Saujani, founder of Girls Who Code and founder and CEO of Moms First, spoke to the Elon community on Tuesday night as a part of the Elon University Speaker Series.
Some stumble their way into a life of advocacy while others seem to have been born for it. Reshma Saujani, the daughter of Indian refugees who fled from Uganda in 1973, is a part of the latter.
Both her parents were trained engineers, but when they came to America, her father became a machinist and her mother sold cosmetics. Saujani remembers the deep love her parents had for the country that saved their lives. A love that inspired her first organization, the Prejudiced Reduction Interested Students Movement, which she started at 13.
“I got better at naming organizations, the older I got. I’ve pretty much been an activist my whole life,” Saujani said.
Saujani visited Elon on Tuesday, Oct. 24, for her moderated discussion, “Creating Hope Together.” Saujani’s visit was a part of the 2023-24 Elon University Speaker Series which focuses on the theme of “Creating Together.”
Saujani has stayed true to her mission as a leading activist and founder of Girls Who Code, which aims to support and increase the number of women in computer science, and as CEO of Moms First, a movement to get mothers the support they deserve. Saujani has spent more than a decade building movements to fight for women’s and girls’ economic empowerment, working to close the gender gap in the tech sector and most recently advocating for policies to support moms impacted by the pandemic.
“I think being born the daughter of immigrants and the daughter of refugees made a huge impact on me because it solidified like who I wanted to serve. You know, for my whole life. I’ve been serving poor people, underserved people, women, girls, people who don’t have a voice,” Saujani said.
Haya Ajjan, associate dean of the Martha and Spencer Love School of Business, moderated a discussion that covered Saujani’s career, inspirations and hopes.
In 2010, Saujani ran for New York’s 14th congressional district election for the U.S. House of Representatives. She challenged an 18-year incumbent in New York City and admitted she had no idea what she was doing but knew that she wanted to disrupt Washington. The election didn’t do as planned, with Saujani only garnering 19% of the vote, but it was the experience of failure that was most important for her.
“When I woke up the next morning, I realized that failure didn’t break me,” Saujani said. “It inspired me to start Girls Who Code. It unlocked this period of bravery that I think has had a huge impact on my trajectory.”
Girls Who Code started with a group of 20 girls and five volunteer computer science teachers in a borrowed conference room. Today, as Girls Who Code has built “the largest pipeline of women and nonbinary computer sciences in the world, over 580,000 students have been impacted through in-person programming and 500 million people have been reached through its work.”
It’s now cool to be a girl coder, she said. “We’ve changed the image of what a coder looks like and that was through intentionally using the vehicle of a nonprofit to really shift culture,” Saujanie said.
Her 2016 TED Talk, “Teach girls bravery, not perfection,” was a catalyst for her 2022 book, “Pay Up: The Future of Women and Work (and Why It’s Different Than You Think).” The book presents a bold plan to address the burnout and inequity harming America’s working women today.
The idea of “perfection or bust” was at the center of her TED Talk and is something that many young women struggle with. From children, Saujani said that most girls are taught to “be safe” while playing whereas boys are given the freedom to play without warning.
“We conditioned our girls to not be resistant and we literally push our boys off the monkey bars,” Saujani said. “And what happens with girls is that then we start getting addicted to perfection. We start gravitating toward the things that we’re good at, start drawing in the lines, making ourselves small.
“So if we’re waiting to be perfect to live, we’ll never close the leadership gap. The antidote to perfectionism is bravery,” she added.
For the students in attendance, Saujani said that they should learn to be comfortable with failure. She said she has no worries about the “remarkable” next generation but in order to meet your full potential, you have to live on the edge of your ability.
” I cannot tell you how much failure is a privilege. If you play it safe, if you draw in the lines, if you cross your T’s and dot your I’s and don’t ever take any risk, you’re not going to learn anything,” Saujani said.
“So find something today to just fail at. Put yourself in that discomfort zone.”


● **Your objective**: I'd like every line from the material below that has "Context" in it.

● **Extracted material**:

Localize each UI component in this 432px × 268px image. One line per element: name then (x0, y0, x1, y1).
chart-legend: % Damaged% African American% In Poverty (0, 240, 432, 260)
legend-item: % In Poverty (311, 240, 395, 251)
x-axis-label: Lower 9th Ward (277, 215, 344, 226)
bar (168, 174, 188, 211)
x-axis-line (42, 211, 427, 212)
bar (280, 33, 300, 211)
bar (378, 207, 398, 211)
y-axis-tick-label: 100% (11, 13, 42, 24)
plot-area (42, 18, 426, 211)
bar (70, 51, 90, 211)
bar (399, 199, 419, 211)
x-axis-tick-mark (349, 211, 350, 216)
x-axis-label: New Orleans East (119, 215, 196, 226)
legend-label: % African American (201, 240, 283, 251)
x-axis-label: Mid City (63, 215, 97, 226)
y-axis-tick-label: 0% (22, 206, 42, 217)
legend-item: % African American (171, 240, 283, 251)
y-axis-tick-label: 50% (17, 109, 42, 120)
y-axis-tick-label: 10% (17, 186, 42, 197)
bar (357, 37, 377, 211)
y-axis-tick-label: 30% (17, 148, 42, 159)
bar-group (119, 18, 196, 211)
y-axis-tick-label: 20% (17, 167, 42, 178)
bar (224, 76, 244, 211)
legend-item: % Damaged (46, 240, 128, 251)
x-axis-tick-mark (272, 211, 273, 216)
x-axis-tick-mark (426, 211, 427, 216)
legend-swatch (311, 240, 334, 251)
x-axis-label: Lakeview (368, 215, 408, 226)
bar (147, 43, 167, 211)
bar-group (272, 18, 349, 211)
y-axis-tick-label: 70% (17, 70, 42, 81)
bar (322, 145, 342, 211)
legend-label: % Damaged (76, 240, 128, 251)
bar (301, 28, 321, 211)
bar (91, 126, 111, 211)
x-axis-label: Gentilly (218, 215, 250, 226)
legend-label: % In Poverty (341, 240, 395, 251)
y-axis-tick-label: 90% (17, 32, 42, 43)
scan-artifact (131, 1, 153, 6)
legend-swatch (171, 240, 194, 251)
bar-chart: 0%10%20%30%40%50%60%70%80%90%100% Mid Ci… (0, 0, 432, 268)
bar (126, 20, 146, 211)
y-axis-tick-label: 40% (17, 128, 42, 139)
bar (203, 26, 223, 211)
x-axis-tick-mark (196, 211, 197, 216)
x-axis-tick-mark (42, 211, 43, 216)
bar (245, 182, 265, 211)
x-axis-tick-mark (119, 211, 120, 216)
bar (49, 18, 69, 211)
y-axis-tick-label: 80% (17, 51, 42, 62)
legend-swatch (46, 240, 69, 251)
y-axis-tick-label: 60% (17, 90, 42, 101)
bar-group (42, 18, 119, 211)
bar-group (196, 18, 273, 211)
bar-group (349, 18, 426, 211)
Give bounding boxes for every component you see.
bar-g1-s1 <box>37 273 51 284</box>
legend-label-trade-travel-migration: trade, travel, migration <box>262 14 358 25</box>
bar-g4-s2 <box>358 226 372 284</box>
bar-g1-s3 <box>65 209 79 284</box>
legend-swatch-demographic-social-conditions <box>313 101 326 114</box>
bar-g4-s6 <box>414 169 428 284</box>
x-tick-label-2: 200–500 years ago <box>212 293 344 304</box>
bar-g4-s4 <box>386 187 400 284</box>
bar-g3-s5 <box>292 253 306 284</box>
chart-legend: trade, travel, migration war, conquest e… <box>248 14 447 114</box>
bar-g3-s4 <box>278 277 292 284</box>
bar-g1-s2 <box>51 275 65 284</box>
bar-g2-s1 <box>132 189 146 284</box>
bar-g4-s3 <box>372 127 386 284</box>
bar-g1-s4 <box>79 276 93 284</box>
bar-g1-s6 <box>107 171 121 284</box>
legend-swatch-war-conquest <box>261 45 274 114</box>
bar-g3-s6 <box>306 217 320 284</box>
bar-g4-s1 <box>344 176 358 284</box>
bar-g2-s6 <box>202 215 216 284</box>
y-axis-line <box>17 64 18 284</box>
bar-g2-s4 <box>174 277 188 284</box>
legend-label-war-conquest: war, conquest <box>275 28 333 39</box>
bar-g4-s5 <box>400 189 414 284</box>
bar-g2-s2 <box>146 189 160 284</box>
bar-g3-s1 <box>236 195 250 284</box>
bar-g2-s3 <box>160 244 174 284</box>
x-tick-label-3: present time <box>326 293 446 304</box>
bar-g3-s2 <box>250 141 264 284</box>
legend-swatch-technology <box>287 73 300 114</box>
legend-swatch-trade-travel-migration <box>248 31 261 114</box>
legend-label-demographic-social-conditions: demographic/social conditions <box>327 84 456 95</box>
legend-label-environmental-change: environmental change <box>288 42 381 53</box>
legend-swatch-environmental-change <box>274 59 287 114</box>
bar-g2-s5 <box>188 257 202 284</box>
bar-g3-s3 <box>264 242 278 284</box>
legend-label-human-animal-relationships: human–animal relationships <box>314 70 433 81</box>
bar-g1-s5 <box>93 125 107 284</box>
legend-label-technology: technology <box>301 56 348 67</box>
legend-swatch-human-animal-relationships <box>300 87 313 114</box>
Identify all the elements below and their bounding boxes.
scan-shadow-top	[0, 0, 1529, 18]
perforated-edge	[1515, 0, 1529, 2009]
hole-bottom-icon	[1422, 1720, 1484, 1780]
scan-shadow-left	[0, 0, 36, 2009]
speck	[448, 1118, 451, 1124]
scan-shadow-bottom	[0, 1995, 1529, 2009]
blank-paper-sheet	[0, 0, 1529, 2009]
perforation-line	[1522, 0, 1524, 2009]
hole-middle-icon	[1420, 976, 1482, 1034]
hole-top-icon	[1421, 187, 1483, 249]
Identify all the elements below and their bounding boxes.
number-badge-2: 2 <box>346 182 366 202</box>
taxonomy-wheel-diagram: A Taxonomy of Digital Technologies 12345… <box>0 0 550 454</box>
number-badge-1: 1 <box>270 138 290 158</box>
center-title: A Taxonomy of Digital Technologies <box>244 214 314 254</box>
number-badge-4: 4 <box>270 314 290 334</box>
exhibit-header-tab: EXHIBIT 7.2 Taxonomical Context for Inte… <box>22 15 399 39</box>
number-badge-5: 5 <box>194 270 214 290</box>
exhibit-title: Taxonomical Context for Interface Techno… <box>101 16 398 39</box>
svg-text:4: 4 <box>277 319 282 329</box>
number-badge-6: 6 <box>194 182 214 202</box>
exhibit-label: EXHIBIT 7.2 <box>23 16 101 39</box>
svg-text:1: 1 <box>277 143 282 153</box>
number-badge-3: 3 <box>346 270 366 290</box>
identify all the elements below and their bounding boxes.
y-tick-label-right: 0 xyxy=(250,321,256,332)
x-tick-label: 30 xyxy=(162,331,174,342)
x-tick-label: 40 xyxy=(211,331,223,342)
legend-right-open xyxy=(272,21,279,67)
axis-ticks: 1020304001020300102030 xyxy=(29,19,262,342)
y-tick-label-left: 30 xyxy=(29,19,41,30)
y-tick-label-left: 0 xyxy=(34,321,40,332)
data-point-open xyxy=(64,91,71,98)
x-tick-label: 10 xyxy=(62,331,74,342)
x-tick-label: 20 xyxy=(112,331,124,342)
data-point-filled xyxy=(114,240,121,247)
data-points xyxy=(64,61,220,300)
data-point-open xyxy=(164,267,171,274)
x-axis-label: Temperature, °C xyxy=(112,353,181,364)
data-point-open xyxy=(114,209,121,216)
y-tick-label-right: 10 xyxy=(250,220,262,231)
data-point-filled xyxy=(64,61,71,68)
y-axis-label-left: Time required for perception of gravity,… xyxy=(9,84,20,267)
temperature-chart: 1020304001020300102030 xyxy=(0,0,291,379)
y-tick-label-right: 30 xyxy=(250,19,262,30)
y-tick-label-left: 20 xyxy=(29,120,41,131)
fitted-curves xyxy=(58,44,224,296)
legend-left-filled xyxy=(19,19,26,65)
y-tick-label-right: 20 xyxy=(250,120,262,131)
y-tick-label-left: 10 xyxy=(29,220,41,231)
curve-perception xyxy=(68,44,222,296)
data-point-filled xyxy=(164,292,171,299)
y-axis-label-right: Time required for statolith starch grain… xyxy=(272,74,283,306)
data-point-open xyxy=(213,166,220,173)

● **Solution for this task**:
exhibit-header-tab: EXHIBIT 7.2 Taxonomical Context for Inte… <box>22 15 399 39</box>
exhibit-title: Taxonomical Context for Interface Techno… <box>101 16 398 39</box>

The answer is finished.